You cannot chose to remain silent. The purpose of the NIP is to find of who was driving. If you receive the NIP, you're obliged to declare who the driver was.
If you don't you're liable to points and a fine
Indeed. You have the right to remain silent upon suspicion of committing a crime, IE, being arrested. The whole point of it is to prevent you from saying something that would otherwise incriminate yourself which is why they read out a caution. Responding to the NIP is not admitting guilt, it is responding whether you were driving at the time, the key word is INTENTION which implies they will prosecute IF they have the right person. Remaining silent in this case is effectively refusing to answer that question so they will have to summon you to court to get the answer. You DO have the right to remain silent but it would be very stupid to do so, it means you will end up in court just so that they can figure out who was driving. If they can establish it was you and there are no other mitigating factors, you are stuffed.

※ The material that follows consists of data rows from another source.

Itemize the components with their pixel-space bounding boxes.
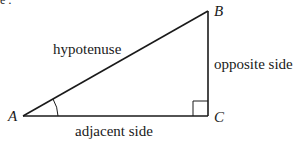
hypotenuse-label: hypotenuse bbox=[53, 41, 122, 57]
angle-arc-marker bbox=[53, 99, 58, 116]
vertex-label-b: B bbox=[214, 3, 223, 19]
cropped-header-text: e : bbox=[0, 0, 12, 7]
vertex-label-c: C bbox=[214, 109, 225, 125]
adjacent-side-label: adjacent side bbox=[75, 123, 153, 139]
opposite-side-label: opposite side bbox=[214, 56, 293, 72]
right-triangle-diagram: e : A B C hypotenuse opposite side adjac… bbox=[0, 0, 296, 142]
vertex-label-a: A bbox=[7, 108, 18, 124]
hypotenuse-line bbox=[23, 11, 208, 116]
right-angle-marker bbox=[193, 101, 208, 116]
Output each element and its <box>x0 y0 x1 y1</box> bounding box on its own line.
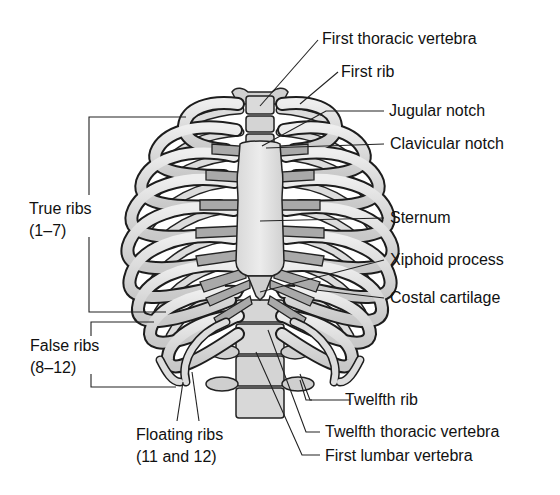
rib-cage-illustration <box>0 0 560 495</box>
label-xiphoid-process: Xiphoid process <box>390 250 504 270</box>
label-false-ribs: False ribs (8–12) <box>30 335 99 379</box>
label-false-ribs-line2: (8–12) <box>30 357 99 379</box>
label-floating-ribs-line1: Floating ribs <box>136 424 223 446</box>
label-floating-ribs: Floating ribs (11 and 12) <box>136 424 223 468</box>
label-first-lumbar-vertebra: First lumbar vertebra <box>325 446 473 466</box>
label-jugular-notch: Jugular notch <box>389 101 485 121</box>
label-floating-ribs-line2: (11 and 12) <box>136 446 223 468</box>
thoracic-cage-diagram: First thoracic vertebra First rib Jugula… <box>0 0 560 495</box>
label-twelfth-thoracic-vertebra: Twelfth thoracic vertebra <box>325 422 499 442</box>
label-twelfth-rib: Twelfth rib <box>345 390 418 410</box>
label-false-ribs-line1: False ribs <box>30 335 99 357</box>
label-costal-cartilage: Costal cartilage <box>390 288 500 308</box>
label-clavicular-notch: Clavicular notch <box>390 134 504 154</box>
label-true-ribs-line2: (1–7) <box>29 220 92 242</box>
label-true-ribs: True ribs (1–7) <box>29 198 92 242</box>
label-first-rib: First rib <box>341 62 394 82</box>
label-sternum: Sternum <box>390 208 450 228</box>
label-first-thoracic-vertebra: First thoracic vertebra <box>322 29 477 49</box>
label-true-ribs-line1: True ribs <box>29 198 92 220</box>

They already know someone was speeding in that car, the CPS will need to be able to prove it was you should you refuse to answer. I would imagine if you did not report your car as stolen, refuse to answer whether it was someone else, that is you by default. If you instead accept the NIP and admit it was you, you can still contest the fine even after accepting you was driving through your own defence in court. If you say it was someone else on the NIP and have not reported your car as stolen and that person was not really driving you open yourself to a whole new world of problems really.
The only way to contest a speeding fine is to say you was not driving the car at the time or to later propose in court upon contesting the fine other factors as per your defence. The burden then falls to the CPS to respond to that. Ignore the NIP and you will just get a summons but the range of punishments in court available to a judge are a lot more severe should it turn out to be you at fault at the end of it.
The usual time to respond to a NIP is 28 days meaning after that you should expect a summons if you do not hear anything else.
Accept the NIP and hope for a speeding awareness course offer.